Labor and governance
Amazon has faced ongoing shareholder proposals related to labor conditions in its warehouses, union activity (most notably at the JFK8 facility in Staten Island), and environmental commitments. Because no single shareholder holds a controlling vote, these proposals occasionally gain meaningful support — though none have passed against management's recommendation.
Data and market power
As Amazon expands into healthcare (Amazon Pharmacy, One Medical), financial services, and AI, questions about data concentration and vertical integration continue to grow. These aren't ownership disputes in the traditional sense, but they shape the regulatory environment that constrains how Amazon's owners can deploy capital and expand the business.
Why ownership matters
For a company as large and diversified as Amazon, ownership isn't an abstract question. It directly affects the products and services you use, the prices you pay, and the competitive dynamics of entire industries.

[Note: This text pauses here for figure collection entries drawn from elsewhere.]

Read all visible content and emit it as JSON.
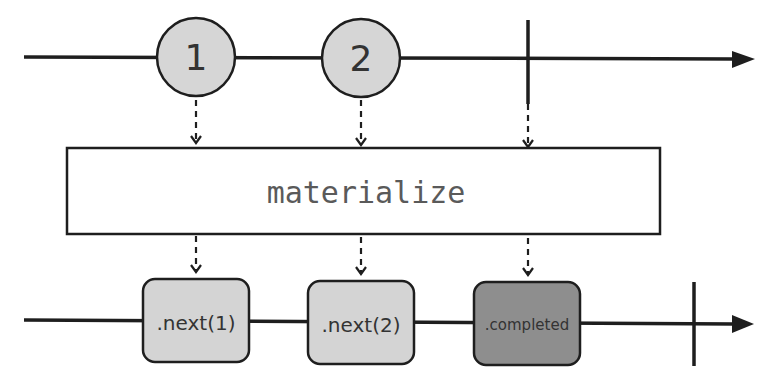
{
  "operator": {
    "name": "materialize"
  },
  "input_stream": {
    "events": [
      {
        "type": "next",
        "label": "1"
      },
      {
        "type": "next",
        "label": "2"
      },
      {
        "type": "completed",
        "label": ""
      }
    ]
  },
  "output_stream": {
    "events": [
      {
        "type": "next",
        "label": ".next(1)"
      },
      {
        "type": "next",
        "label": ".next(2)"
      },
      {
        "type": "next",
        "label": ".completed"
      }
    ],
    "terminates": true
  },
  "colors": {
    "line": "#1e1e1e",
    "marble_fill": "#d6d6d6",
    "next_box_fill": "#d4d4d4",
    "completed_box_fill": "#8e8e8e",
    "operator_text": "#5a5a5a"
  }
}
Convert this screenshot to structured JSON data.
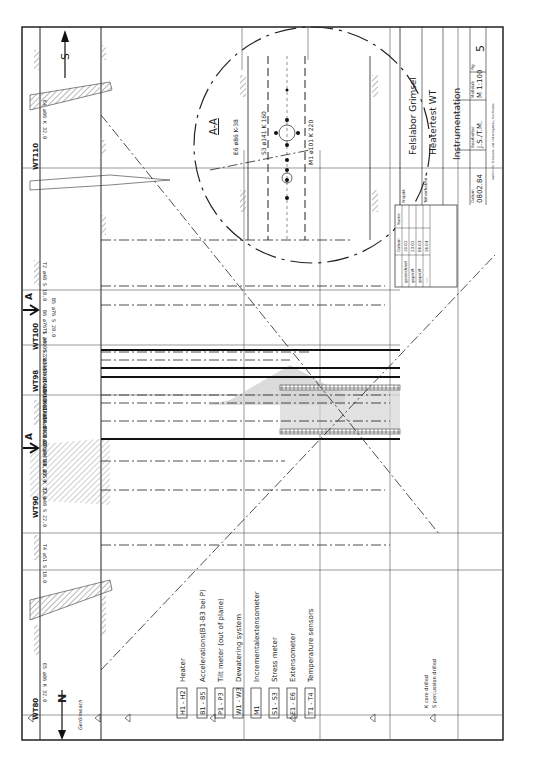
{
  "title_block": {
    "projekt_label": "Projekt",
    "projekt": "Felslabor Grimsel",
    "teilvorhaben_label": "Teilvorhaben",
    "teilvorhaben": "Heatertest WT",
    "title": "Instrumentation",
    "datum_label": "Datum",
    "datum": "0802.84",
    "bearbeiter_label": "Bearbeiter",
    "bearbeiter": "J.S./T.M.",
    "massstab_label": "Maßstab",
    "massstab": "M 1:100",
    "fig_label": "Fig",
    "fig": "5",
    "footer": "Institut für Strassen- und Untertagebau, Kaufmann"
  },
  "revision_table": {
    "headers": [
      "",
      "Datum",
      "Name"
    ],
    "rows": [
      [
        "gezeichnet",
        "10.02",
        "Sig."
      ],
      [
        "geprüft",
        "23.02",
        "Sig."
      ],
      [
        "geprüft",
        "06.03",
        "Sig."
      ],
      [
        "----",
        "26.04",
        "Sig."
      ]
    ]
  },
  "section": {
    "label": "A-A",
    "annotations": [
      "E6 ø86 K-38",
      "S3 ø141 K 160",
      "M1 ø101 K 220"
    ]
  },
  "legend": {
    "items": [
      {
        "code": "H1 - H2",
        "desc": "Heater"
      },
      {
        "code": "B1 - B5",
        "desc": "Accelerations(B1-B3 bei P)"
      },
      {
        "code": "P1 - P3",
        "desc": "Tilt meter   (out of plane)"
      },
      {
        "code": "W1 - W3",
        "desc": "Dewatering system"
      },
      {
        "code": "M1",
        "desc": "Incrementalextensometer"
      },
      {
        "code": "S1 - S3",
        "desc": "Stress meter"
      },
      {
        "code": "E1 - E6",
        "desc": "Extensometer"
      },
      {
        "code": "T1 - T4",
        "desc": "Temperature sensors"
      }
    ],
    "notes": [
      "K  core drilled",
      "S  percussion drilled"
    ]
  },
  "tunnel_markers": [
    "WT110",
    "WT100",
    "WT98",
    "WT90",
    "WT80"
  ],
  "section_marker": "A",
  "north_label": "N",
  "south_label": "S",
  "north_note": "Gerölmeach",
  "boreholes": [
    "E4 ø86 K 32.0",
    "T2 ø48 S 18.0",
    "B5 ø76 S 20.0",
    "B6 ø76 S 30.0",
    "T1 ø48 S 22.0",
    "S2 ø141 K 16.0",
    "W3 ø86 K 22.0",
    "S1 ø141 K 16.0",
    "E2 ø141 K 22.0",
    "H1 ø305 K 18.2",
    "E1 ø141 K 22.0",
    "E1 ø86 K 22.0",
    "W1 ø86 K 22.0",
    "H2 ø305 K 18.2",
    "E3 ø141 K 22.0",
    "W2 ø86 K 32.0",
    "T3 ø48 S 22.0",
    "T4 ø51 S 18.0",
    "E5 ø86 K 32.0"
  ],
  "colors": {
    "ink": "#222222",
    "hatch": "#9a9a9a",
    "background": "#ffffff"
  }
}
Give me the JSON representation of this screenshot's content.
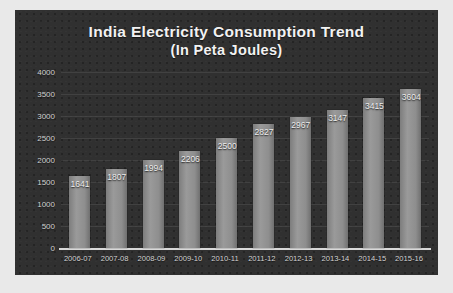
{
  "chart_data": {
    "type": "bar",
    "title": "India Electricity Consumption Trend",
    "subtitle": "(In Peta Joules)",
    "title_line1": "India Electricity Consumption Trend",
    "title_line2": "(In Peta Joules)",
    "xlabel": "",
    "ylabel": "",
    "ylim": [
      0,
      4000
    ],
    "yticks": [
      0,
      500,
      1000,
      1500,
      2000,
      2500,
      3000,
      3500,
      4000
    ],
    "ytick_labels": [
      "0",
      "500",
      "1000",
      "1500",
      "2000",
      "2500",
      "3000",
      "3500",
      "4000"
    ],
    "grid": true,
    "legend": false,
    "categories": [
      "2006-07",
      "2007-08",
      "2008-09",
      "2009-10",
      "2010-11",
      "2011-12",
      "2012-13",
      "2013-14",
      "2014-15",
      "2015-16"
    ],
    "values": [
      1641,
      1807,
      1994,
      2206,
      2500,
      2827,
      2967,
      3147,
      3415,
      3604
    ],
    "data_labels": [
      "1641",
      "1807",
      "1994",
      "2206",
      "2500",
      "2827",
      "2967",
      "3147",
      "3415",
      "3604"
    ],
    "colors": {
      "background": "#303030",
      "bar": "#8e8e8e",
      "text": "#f2f2f2",
      "tick_text": "#cfcfcf",
      "gridline": "#4a4a4a",
      "axis": "#d8d8d8",
      "page": "#e9e9e9"
    }
  }
}
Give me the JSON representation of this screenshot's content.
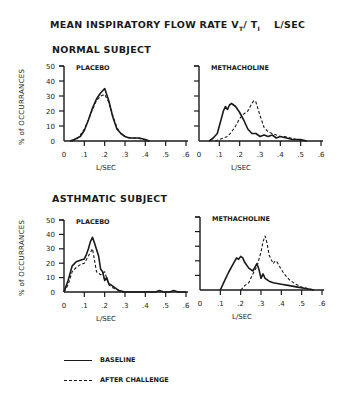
{
  "title": {
    "main": "MEAN INSPIRATORY FLOW RATE V",
    "sub1": "T",
    "slash": "/ T",
    "sub2": "I",
    "unit": "L/SEC"
  },
  "sections": {
    "normal": "NORMAL  SUBJECT",
    "asthmatic": "ASTHMATIC SUBJECT"
  },
  "ylabel": "% of OCCURRANCES",
  "legend": {
    "solid": "BASELINE",
    "dashed": "AFTER CHALLENGE"
  },
  "colors": {
    "ink": "#1a1a1a",
    "background": "#ffffff"
  },
  "chart_data": [
    {
      "type": "line",
      "title": "PLACEBO",
      "panel": "NORMAL SUBJECT",
      "xlabel": "L/SEC",
      "ylabel": "% of OCCURRANCES",
      "xlim": [
        0,
        0.6
      ],
      "ylim": [
        0,
        50
      ],
      "xticks": [
        "0",
        ".1",
        ".2",
        ".3",
        ".4",
        ".5",
        ".6"
      ],
      "yticks": [
        "0",
        "10",
        "20",
        "30",
        "40",
        "50"
      ],
      "series": [
        {
          "name": "BASELINE",
          "style": "solid",
          "x": [
            0.03,
            0.05,
            0.08,
            0.1,
            0.12,
            0.14,
            0.16,
            0.18,
            0.2,
            0.22,
            0.24,
            0.26,
            0.28,
            0.3,
            0.32,
            0.35,
            0.37,
            0.4,
            0.42
          ],
          "y": [
            0,
            1,
            3,
            7,
            14,
            22,
            28,
            32,
            35,
            27,
            16,
            8,
            5,
            3,
            2,
            2,
            2,
            1,
            0
          ]
        },
        {
          "name": "AFTER CHALLENGE",
          "style": "dashed",
          "x": [
            0.04,
            0.06,
            0.08,
            0.1,
            0.12,
            0.14,
            0.16,
            0.18,
            0.2,
            0.22,
            0.24,
            0.26,
            0.28,
            0.3,
            0.33,
            0.36,
            0.39,
            0.42
          ],
          "y": [
            0,
            1,
            4,
            8,
            14,
            21,
            27,
            30,
            31,
            26,
            17,
            9,
            5,
            3,
            2,
            2,
            1,
            0
          ]
        }
      ]
    },
    {
      "type": "line",
      "title": "METHACHOLINE",
      "panel": "NORMAL SUBJECT",
      "xlabel": "L/SEC",
      "xlim": [
        0,
        0.6
      ],
      "ylim": [
        0,
        50
      ],
      "xticks": [
        "0",
        ".1",
        ".2",
        ".3",
        ".4",
        ".5",
        ".6"
      ],
      "series": [
        {
          "name": "BASELINE",
          "style": "solid",
          "x": [
            0.05,
            0.07,
            0.09,
            0.11,
            0.12,
            0.13,
            0.14,
            0.15,
            0.16,
            0.18,
            0.2,
            0.22,
            0.24,
            0.26,
            0.28,
            0.3,
            0.32,
            0.34,
            0.36,
            0.38,
            0.4,
            0.43,
            0.46,
            0.5,
            0.53
          ],
          "y": [
            0,
            2,
            5,
            15,
            20,
            23,
            21,
            24,
            25,
            23,
            19,
            14,
            8,
            5,
            5,
            3,
            4,
            3,
            4,
            2,
            3,
            2,
            1,
            1,
            0
          ]
        },
        {
          "name": "AFTER CHALLENGE",
          "style": "dashed",
          "x": [
            0.08,
            0.1,
            0.12,
            0.14,
            0.16,
            0.18,
            0.2,
            0.22,
            0.24,
            0.26,
            0.27,
            0.28,
            0.3,
            0.32,
            0.34,
            0.36,
            0.38,
            0.4,
            0.42,
            0.45,
            0.48,
            0.52
          ],
          "y": [
            0,
            1,
            2,
            3,
            6,
            10,
            15,
            18,
            20,
            25,
            27,
            26,
            17,
            9,
            6,
            5,
            4,
            3,
            3,
            2,
            1,
            0
          ]
        }
      ]
    },
    {
      "type": "line",
      "title": "PLACEBO",
      "panel": "ASTHMATIC SUBJECT",
      "xlabel": "L/SEC",
      "ylabel": "% of OCCURRANCES",
      "xlim": [
        0,
        0.6
      ],
      "ylim": [
        0,
        50
      ],
      "xticks": [
        "0",
        ".1",
        ".2",
        ".3",
        ".4",
        ".5",
        ".6"
      ],
      "yticks": [
        "0",
        "10",
        "20",
        "30",
        "40",
        "50"
      ],
      "series": [
        {
          "name": "BASELINE",
          "style": "solid",
          "x": [
            0.0,
            0.02,
            0.04,
            0.06,
            0.08,
            0.1,
            0.11,
            0.12,
            0.13,
            0.14,
            0.15,
            0.17,
            0.18,
            0.19,
            0.2,
            0.21,
            0.22,
            0.24,
            0.27,
            0.3,
            0.45,
            0.47,
            0.49,
            0.52,
            0.54,
            0.56,
            0.6
          ],
          "y": [
            0,
            8,
            18,
            21,
            22,
            23,
            26,
            30,
            35,
            38,
            34,
            25,
            16,
            14,
            8,
            10,
            6,
            4,
            1,
            0,
            0,
            1,
            0,
            0,
            1,
            0,
            0
          ]
        },
        {
          "name": "AFTER CHALLENGE",
          "style": "dashed",
          "x": [
            0.0,
            0.02,
            0.04,
            0.06,
            0.08,
            0.1,
            0.12,
            0.14,
            0.16,
            0.18,
            0.2,
            0.22,
            0.24,
            0.27,
            0.3
          ],
          "y": [
            0,
            5,
            14,
            17,
            19,
            20,
            25,
            30,
            14,
            12,
            14,
            5,
            3,
            1,
            0
          ]
        }
      ]
    },
    {
      "type": "line",
      "title": "METHACHOLINE",
      "panel": "ASTHMATIC SUBJECT",
      "xlabel": "L/SEC",
      "xlim": [
        0,
        0.6
      ],
      "ylim": [
        0,
        50
      ],
      "xticks": [
        "0",
        ".1",
        ".2",
        ".3",
        ".4",
        ".5",
        ".6"
      ],
      "series": [
        {
          "name": "BASELINE",
          "style": "solid",
          "x": [
            0.1,
            0.12,
            0.14,
            0.16,
            0.18,
            0.19,
            0.2,
            0.21,
            0.22,
            0.24,
            0.26,
            0.28,
            0.29,
            0.3,
            0.31,
            0.32,
            0.34,
            0.36,
            0.4,
            0.44,
            0.48,
            0.52,
            0.56
          ],
          "y": [
            0,
            6,
            12,
            17,
            22,
            21,
            23,
            22,
            19,
            15,
            13,
            18,
            14,
            8,
            11,
            8,
            6,
            5,
            4,
            3,
            2,
            1,
            0
          ]
        },
        {
          "name": "AFTER CHALLENGE",
          "style": "dashed",
          "x": [
            0.2,
            0.22,
            0.24,
            0.26,
            0.28,
            0.3,
            0.31,
            0.32,
            0.33,
            0.34,
            0.36,
            0.37,
            0.38,
            0.4,
            0.42,
            0.44,
            0.47,
            0.5,
            0.53,
            0.56
          ],
          "y": [
            0,
            3,
            5,
            11,
            16,
            26,
            33,
            37,
            32,
            24,
            18,
            20,
            19,
            14,
            10,
            7,
            4,
            2,
            1,
            0
          ]
        }
      ]
    }
  ]
}
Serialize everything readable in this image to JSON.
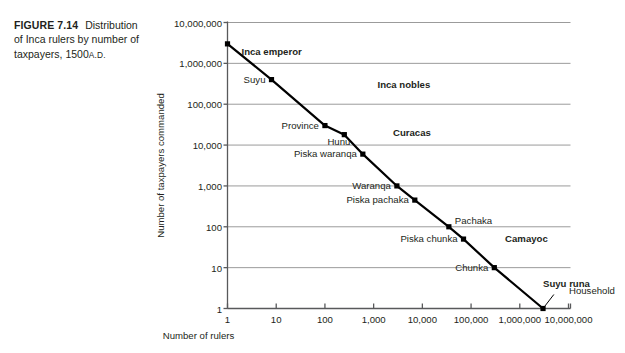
{
  "caption": {
    "figure_label": "FIGURE 7.14",
    "text": "Distribution of Inca rulers by number of taxpayers,",
    "year": "1500",
    "era": "A.D."
  },
  "chart_data": {
    "type": "line",
    "xlabel": "Number of rulers",
    "ylabel": "Number of taxpayers commanded",
    "xscale": "log",
    "yscale": "log",
    "xlim": [
      1,
      10000000
    ],
    "ylim": [
      1,
      10000000
    ],
    "grid": "horizontal",
    "legend": "none",
    "xticks": [
      "1",
      "10",
      "100",
      "1,000",
      "10,000",
      "100,000",
      "1,000,000",
      "10,000,000"
    ],
    "yticks": [
      "10,000,000",
      "1,000,000",
      "100,000",
      "10,000",
      "1,000",
      "100",
      "10",
      "1"
    ],
    "points": [
      {
        "label": "Inca emperor",
        "x": 1,
        "y": 3000000,
        "bold": true,
        "align": "left",
        "dx": 14,
        "dy": 8
      },
      {
        "label": "Suyu",
        "x": 8,
        "y": 400000,
        "bold": false,
        "align": "right",
        "dx": -6,
        "dy": 0
      },
      {
        "label": "Province",
        "x": 100,
        "y": 30000,
        "bold": false,
        "align": "right",
        "dx": -6,
        "dy": 0
      },
      {
        "label": "Hunu",
        "x": 250,
        "y": 18000,
        "bold": false,
        "align": "right",
        "dx": 6,
        "dy": 7
      },
      {
        "label": "Piska waranqa",
        "x": 600,
        "y": 6000,
        "bold": false,
        "align": "right",
        "dx": -6,
        "dy": 0
      },
      {
        "label": "Waranqa",
        "x": 3000,
        "y": 1000,
        "bold": false,
        "align": "right",
        "dx": -6,
        "dy": 0
      },
      {
        "label": "Piska pachaka",
        "x": 7000,
        "y": 450,
        "bold": false,
        "align": "right",
        "dx": -6,
        "dy": 0
      },
      {
        "label": "Pachaka",
        "x": 35000,
        "y": 100,
        "bold": false,
        "align": "left",
        "dx": 6,
        "dy": -6
      },
      {
        "label": "Piska chunka",
        "x": 70000,
        "y": 50,
        "bold": false,
        "align": "right",
        "dx": -6,
        "dy": 0
      },
      {
        "label": "Chunka",
        "x": 300000,
        "y": 10,
        "bold": false,
        "align": "right",
        "dx": -6,
        "dy": 0
      },
      {
        "label": "Household",
        "x": 3000000,
        "y": 1,
        "bold": false,
        "align": "left",
        "dx": 26,
        "dy": -18
      }
    ],
    "groups": [
      {
        "label": "Inca nobles",
        "x": 1200,
        "y": 300000
      },
      {
        "label": "Curacas",
        "x": 2500,
        "y": 20000
      },
      {
        "label": "Camayoc",
        "x": 500000,
        "y": 50
      },
      {
        "label": "Suyu runa",
        "x": 3000000,
        "y": 4
      }
    ],
    "leader_lines": [
      {
        "from_x": 3000000,
        "from_y": 1,
        "to_x": 5000000,
        "to_y": 2.2
      }
    ],
    "line_color": "#000000",
    "grid_color": "#9b9b9b",
    "axis_color": "#58595b"
  }
}
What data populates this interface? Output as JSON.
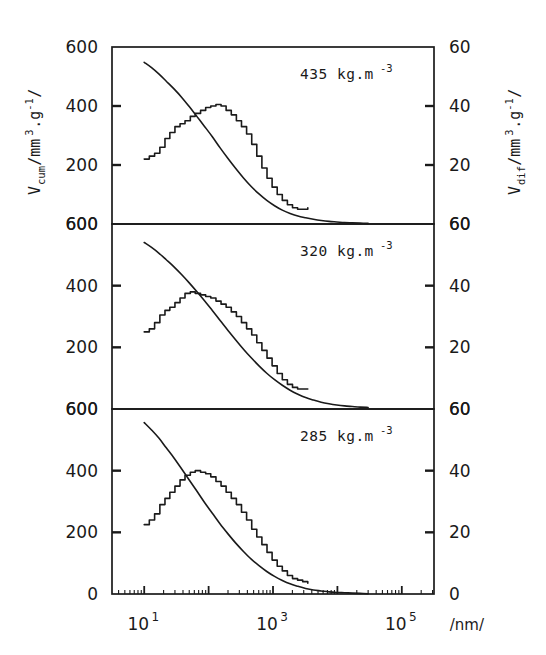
{
  "figure": {
    "axis_titles": {
      "left_main": "V",
      "left_sub": "cum",
      "left_rest": "/mm",
      "left_exp3": "3",
      "left_dot_g": ".g",
      "left_expm1": "-1",
      "left_tail": "/",
      "right_main": "V",
      "right_sub": "dif",
      "right_rest": "/mm",
      "right_exp3": "3",
      "right_dot_g": ".g",
      "right_expm1": "-1",
      "right_tail": "/",
      "x_unit": "/nm/"
    },
    "x_tick_labels": [
      {
        "mantissa": "10",
        "exponent": "1",
        "value": 10
      },
      {
        "mantissa": "10",
        "exponent": "3",
        "value": 1000
      },
      {
        "mantissa": "10",
        "exponent": "5",
        "value": 100000
      }
    ],
    "panels": [
      {
        "id": "panel-435",
        "annotation_value": "435",
        "annotation_unit": "kg.m",
        "annotation_exponent": "-3",
        "left_ticks": [
          "600",
          "400",
          "200"
        ],
        "right_ticks": [
          "60",
          "40",
          "20"
        ],
        "bottom_left_label": "600",
        "bottom_right_label": "60"
      },
      {
        "id": "panel-320",
        "annotation_value": "320",
        "annotation_unit": "kg.m",
        "annotation_exponent": "-3",
        "left_ticks": [
          "600",
          "400",
          "200"
        ],
        "right_ticks": [
          "60",
          "40",
          "20"
        ],
        "bottom_left_label": "600",
        "bottom_right_label": "60"
      },
      {
        "id": "panel-285",
        "annotation_value": "285",
        "annotation_unit": "kg.m",
        "annotation_exponent": "-3",
        "left_ticks": [
          "600",
          "400",
          "200",
          "0"
        ],
        "right_ticks": [
          "60",
          "40",
          "20",
          "0"
        ],
        "bottom_left_label": "0",
        "bottom_right_label": "0"
      }
    ]
  },
  "chart_data": {
    "type": "line",
    "title": "",
    "xlabel": "/nm/",
    "ylabel": "V_cum/mm3.g-1/",
    "ylabel_right": "V_dif/mm3.g-1/",
    "xscale": "log",
    "xlim": [
      3.16,
      316227.8
    ],
    "ylim": [
      0,
      600
    ],
    "ylim_right": [
      0,
      60
    ],
    "grid": false,
    "legend": "none",
    "xticks": [
      10,
      1000,
      100000
    ],
    "yticks_left": [
      0,
      200,
      400,
      600
    ],
    "yticks_right": [
      0,
      20,
      40,
      60
    ],
    "panels": [
      {
        "name": "435 kg.m-3",
        "density_kg_m3": 435,
        "series": [
          {
            "name": "V_cum",
            "kind": "cumulative-smooth",
            "axis": "left",
            "x": [
              10,
              13,
              17,
              22,
              29,
              38,
              50,
              66,
              87,
              115,
              151,
              200,
              264,
              348,
              459,
              606,
              800,
              1057,
              1395,
              1842,
              2432,
              3211,
              4240,
              5600,
              7395,
              9766,
              12894,
              17000,
              22500,
              30000
            ],
            "y": [
              548,
              530,
              508,
              484,
              458,
              430,
              398,
              364,
              330,
              295,
              258,
              222,
              188,
              156,
              127,
              102,
              80,
              62,
              47,
              36,
              27,
              21,
              16,
              12,
              9,
              7,
              5,
              4,
              3,
              2
            ]
          },
          {
            "name": "V_dif",
            "kind": "differential-step",
            "axis": "right",
            "x": [
              10,
              12,
              14.5,
              17.5,
              21,
              25,
              30,
              36,
              43,
              52,
              62,
              75,
              90,
              108,
              130,
              156,
              187,
              225,
              270,
              324,
              389,
              467,
              560,
              672,
              807,
              968,
              1162,
              1394,
              1673,
              2008,
              2409,
              2891,
              3469
            ],
            "y": [
              22,
              23,
              24,
              26,
              29,
              31,
              33,
              34,
              35,
              36.5,
              37.5,
              38.5,
              39.5,
              40,
              40.5,
              40,
              38.5,
              37,
              35,
              33,
              30.5,
              27,
              23,
              19,
              15.5,
              12.5,
              10,
              8,
              6.5,
              5.5,
              5,
              5,
              5.5
            ]
          }
        ]
      },
      {
        "name": "320 kg.m-3",
        "density_kg_m3": 320,
        "series": [
          {
            "name": "V_cum",
            "kind": "cumulative-smooth",
            "axis": "left",
            "x": [
              10,
              13,
              17,
              22,
              29,
              38,
              50,
              66,
              87,
              115,
              151,
              200,
              264,
              348,
              459,
              606,
              800,
              1057,
              1395,
              1842,
              2432,
              3211,
              4240,
              5600,
              7395,
              9766,
              12894,
              17000,
              22500,
              30000
            ],
            "y": [
              540,
              524,
              505,
              484,
              461,
              436,
              409,
              380,
              350,
              319,
              287,
              255,
              224,
              194,
              166,
              140,
              116,
              95,
              77,
              61,
              48,
              37,
              29,
              22,
              17,
              13,
              10,
              8,
              6,
              5
            ]
          },
          {
            "name": "V_dif",
            "kind": "differential-step",
            "axis": "right",
            "x": [
              10,
              12,
              14.5,
              17.5,
              21,
              25,
              30,
              36,
              43,
              52,
              62,
              75,
              90,
              108,
              130,
              156,
              187,
              225,
              270,
              324,
              389,
              467,
              560,
              672,
              807,
              968,
              1162,
              1394,
              1673,
              2008,
              2409,
              2891,
              3469
            ],
            "y": [
              25,
              26,
              28,
              30.5,
              32,
              33,
              34.5,
              36,
              37.5,
              38,
              37.5,
              37,
              36.5,
              36,
              35,
              34,
              33,
              31.5,
              30,
              28,
              26,
              24,
              21.5,
              19,
              16.5,
              14,
              11.5,
              9.5,
              8,
              7,
              6.5,
              6.5,
              6.5
            ]
          }
        ]
      },
      {
        "name": "285 kg.m-3",
        "density_kg_m3": 285,
        "series": [
          {
            "name": "V_cum",
            "kind": "cumulative-smooth",
            "axis": "left",
            "x": [
              10,
              13,
              17,
              22,
              29,
              38,
              50,
              66,
              87,
              115,
              151,
              200,
              264,
              348,
              459,
              606,
              800,
              1057,
              1395,
              1842,
              2432,
              3211,
              4240,
              5600,
              7395,
              9766,
              12894,
              17000,
              22500,
              30000
            ],
            "y": [
              556,
              532,
              505,
              474,
              441,
              406,
              370,
              333,
              296,
              261,
              227,
              195,
              165,
              138,
              113,
              92,
              73,
              57,
              44,
              33,
              25,
              18,
              13,
              10,
              7,
              5,
              4,
              3,
              2,
              1
            ]
          },
          {
            "name": "V_dif",
            "kind": "differential-step",
            "axis": "right",
            "x": [
              10,
              12,
              14.5,
              17.5,
              21,
              25,
              30,
              36,
              43,
              52,
              62,
              75,
              90,
              108,
              130,
              156,
              187,
              225,
              270,
              324,
              389,
              467,
              560,
              672,
              807,
              968,
              1162,
              1394,
              1673,
              2008,
              2409,
              2891,
              3469
            ],
            "y": [
              22.5,
              24,
              26,
              29,
              31,
              33,
              35,
              37,
              38.5,
              39.5,
              40,
              39.5,
              39,
              38,
              36.5,
              35,
              33,
              31,
              29,
              26.5,
              24,
              21,
              18.5,
              16,
              13.5,
              11,
              9,
              7.5,
              6,
              5,
              4.5,
              4,
              3.5
            ]
          }
        ]
      }
    ]
  }
}
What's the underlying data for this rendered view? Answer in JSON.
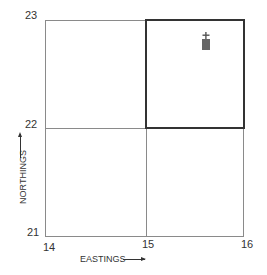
{
  "grid": {
    "x_labels": [
      "14",
      "15",
      "16"
    ],
    "y_labels": [
      "23",
      "22",
      "21"
    ],
    "highlighted_square": {
      "easting": "15",
      "northing": "22"
    }
  },
  "axes": {
    "x_title": "EASTINGS",
    "y_title": "NORTHINGS"
  },
  "symbol": {
    "name": "church-with-tower",
    "color": "#555555"
  }
}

Amazon's dispersed ownership structure — with no controlling shareholder — means the company is more responsive to institutional investor pressure than many tech peers. That influences decisions on everything from capital allocation (how much to invest in AI vs. return to shareholders) to labor policy and sustainability commitments.
If you're a seller on Amazon's marketplace, ownership dynamics shape how aggressively the platform extracts fees. If you're a competitor, they determine how much capital Amazon can deploy to enter your market. If you're a consumer, they influence pricing, delivery speed, and which products get promoted. And if you're an investor, understanding who holds the largest stakes — and what they want — is essential context for evaluating where the company goes next.
Frequently asked questions
Who is the CEO of Amazon?
Andy Jassy has served as Amazon's CEO since July 2021. He previously built and led Amazon Web Services (AWS) for nearly two decades. Jeff Bezos, the founder, transitioned to the role of Executive Chair of the Board.
Is Amazon publicly traded?
Yes. Amazon trades on the NASDAQ under the ticker symbol AMZN. It has been publicly traded since its IPO in May 1997. As of mid-2025, its market capitalization exceeds $2.3 trillion.
Who founded Amazon?
Jeff Bezos founded Amazon in 1994 in Bellevue, Washington. He initially funded the company with personal savings and investments from his parents. Bezos led the company as CEO for 27 years before handing the role to Andy Jassy in 2021.
The largest individual shareholder is Jeff Bezos with approximately 8.8% of outstanding shares. The largest institutional shareholders are Vanguard Group (7.1%), BlackRock (6.5%), and State Street (~3.5%). Together, institutional investors hold roughly 60–65% of the company.
Does Jeff Bezos still control Amazon?
Bezos is Amazon's largest shareholder and serves as Executive Chair of the Board, giving him significant strategic influence. However, Amazon uses a single-class share structure, so Bezos does not have voting control. Day-to-day operations are led by CEO Andy Jassy, and major decisions require broader shareholder support.
Has Amazon ever done a stock split?
Yes. Amazon has split its stock four times: in 1998 (2-for-1), 1999 (3-for-1), 1999 (2-for-1), and most recently in June 2022 (20-for-1). The 2022 split brought the per-share price from roughly $2,400 to around $120, making the stock more accessible to individual investors.